Smear campaigns against people who do not follow the narrowly defined, politically correct, rhetoric concerning the permanent violations of human rights and Israel´s brutal oppression of the Palestinian people are regularly conducted by the right-wing pro-Likud “Israel Lobby” in Germany.
Their newest victim was Judith Butler, Professor in the Departments of Rhetoric and Comparative Literature and the Co-director of the Program of Critical Theory at the University of California, Berkeley. Butler is also active in gender and sexual politics and human rights, anti-war politics, and the Jewish Voice for Peace. She was awarded this year’s Adorno prize of the city of Frankfort. The prize is endowed with 50 000 Euro and is awarded every three years.
Why was Judith Butler slandered? Her “misdemeanors” were that she considers Hamas and Hizbollah as belonging to the global left and because of her support of the BDS-campaign (Boycott, Divestment, and Sanctions), targeting Israeli goods coming from the occupied Palestinian territories. After the decision to award her the Adorno prize was announced, all hell broke loose. The protesters’ procession was led by the secretary general of the Central Council of Jews in Germany, Stephan Kramer, followed by Israel’s ambassador in Germany and the usual others.
Kramer accused Butler of being an “avowed Israel hater” and an “accomplice” to the BDS initiative, despite Judith Butler’s nuanced approach towards BDS. But classifying Hamas and Hizbollah as part of the global left ignores their archaic and fundamentalist worldview, especially towards women. Kramer did not, however, conflate Butler’s critique of Israeli government’s policy with “anti-Semitism”. The controversy surrounding the Adorno prize revealed also the tension between universalistic ethic within Judaism and the nationalistic, self-righteous tendencies of Zionism.
In the controversy that surrounded her, Butler remained steadfast, and she received support inter alia from German intellectuals such as Professor Micha Brumlik from the University of Frankfort and from Professor Neve Gordon of the Ben-Gurion University in Beer-Sheva. Gordon wrote, “The well-orchestrated witch-hunt initiated by the so-called Scholars for Peace in the Middle East against Judith Butler is a sly attempt – based on half-truths and lies – to silence a staunch critic of Israel’s rights-abusive policies in the Occupied Territories.”
The smear campaigns by the “Israel Lobby” in Germany occur periodically. Before the current campaign against Butler, there was one against Nobel laureate in literature Guenter Grass who dared – in his poem “What has to be said” – to suggest that the Israeli government is a bigger threat to world peace than Iran. Although the Central Council of Jews in Germany was also involved in that campaign, most slander was carried out by mainstream German media with the exception of Jakob Augstein’s weekly “der Freitag”.
Two years ago, the famous Israeli human rights lawyer Felicia Langer, who lives in Germany, was severely slandered by the “Israel Lobby” and its infamous extremist supporters, when she received the prestigious “Order of Merit of the Federal Republic of Germany First Class”. Some of the slanderers did not even shrink from attempting to blackmail Germany’s President by threatening to return to him their own medals, should he fail to withdraw the Order of Merit from Ms. Langer.
How Palestinian scholars are treated by German institutions and their representatives is exemplified by the case of the renowned British-Palestinian scholar Dr. Ghada Karmi from the University of Exeter. In February 2012, Ms. Karmi was invited to deliver a speech on Palestine at a Middle East conference at the University of Bremen. At the last minute the invitation was withdrawn, the university suddenly claiming that her views were "not appropriate". Later it turned out that an Israeli Ph. D. student had protested that the conference and Ms Karmi were “anti-Semitic”. Such unfounded allegations were also leveled against Professor Ilan Pappé, an Israeli Jew, to prevent him from speaking in public in Germany.
But things got even worse for Ms Karmi as she attended a conference on June 8-9, 2012 at the Free University of Berlin, organized by the university’s Research College in cooperation with the German Council on Foreign Relations. Dr. Karmi later commented: “What followed was a depressing display of German sycophancy towards the Israeli participants and a barely disguised discomfort with me, as if they had regretted their boldness in allowing a Palestinian voice to be heard.” She was introduced to the conference by a representative of the German Council on Foreign Relations as a person who according to “some Israelis” is “a Palestinian terrorist”. There was no outcry by the audience and no apology to her followed. Had a representative of the German Council on Foreign Relations dared to introduce an Israeli scholar as a person, who according to “some Palestinians” is “an Israeli terrorist”, his career would have immediately ended.
These smear campaigns reflect the desolate political landscape in Germany.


* **What you are asked to do**
Take the line containing "Image is 888x421 pixels." and every line below it through the end of the entries, and output them verbatim, pictures excluded.

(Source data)
Content starts

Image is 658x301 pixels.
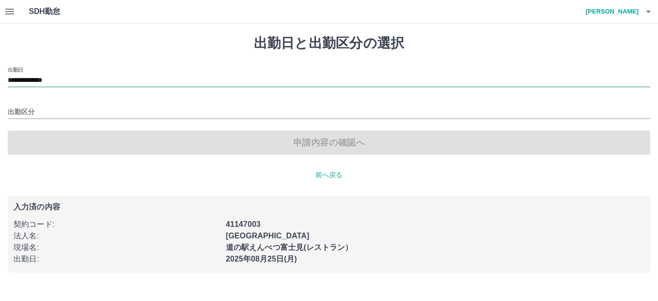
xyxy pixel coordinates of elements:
[13,203,645,211] p: 入力済の内容
[226,243,353,252] b: 道の駅えんべつ富士見(レストラン）
[8,35,650,52] h1: 出勤日と出勤区分の選択
[13,230,220,242] p: 法人名 :
[226,232,310,240] b: [GEOGRAPHIC_DATA]
[13,253,220,265] p: 出勤日 :
[13,242,220,253] p: 現場名 :
[8,170,650,180] p: 前へ戻る
[226,220,261,228] b: 41147003
[13,219,220,230] p: 契約コード :
[226,255,297,263] b: 2025年08月25日(月)
[8,66,23,73] label: 出勤日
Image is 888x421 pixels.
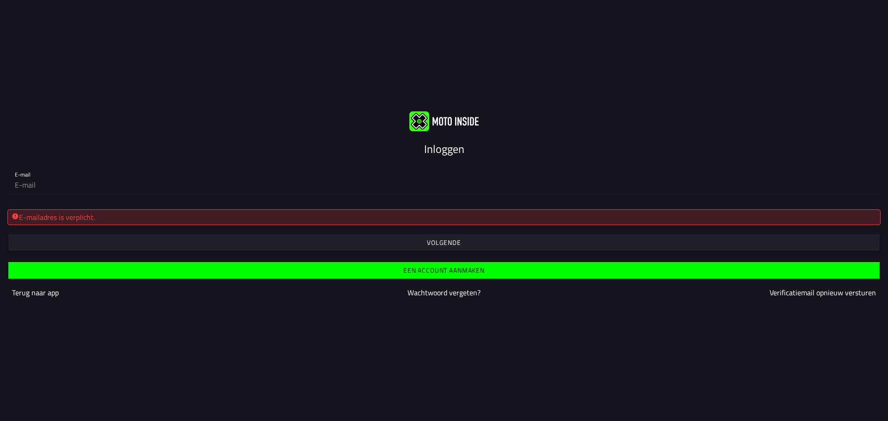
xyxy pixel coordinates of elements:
input: E-mail [15,176,873,194]
a: Verificatiemail opnieuw versturen [770,287,876,298]
div: E-mailadres is verplicht. [12,212,876,223]
ion-button: Een account aanmaken [8,262,880,279]
ion-icon: alert [12,213,19,220]
ion-text: Volgende [427,240,461,246]
a: Wachtwoord vergeten? [407,287,481,298]
ion-text: Inloggen [424,141,464,157]
a: Terug naar app [12,287,59,298]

Content ends

* **Solved exercise**
Image is 888x421 pixels.
xyxy pixel coordinates of elements:
input: E-mail [15,176,873,194]
a: Verificatiemail opnieuw versturen [770,287,876,298]
div: E-mailadres is verplicht. [12,212,876,223]
ion-button: Een account aanmaken [8,262,880,279]
ion-icon: alert [12,213,19,220]
ion-text: Volgende [427,240,461,246]
a: Wachtwoord vergeten? [407,287,481,298]
ion-text: Inloggen [424,141,464,157]
a: Terug naar app [12,287,59,298]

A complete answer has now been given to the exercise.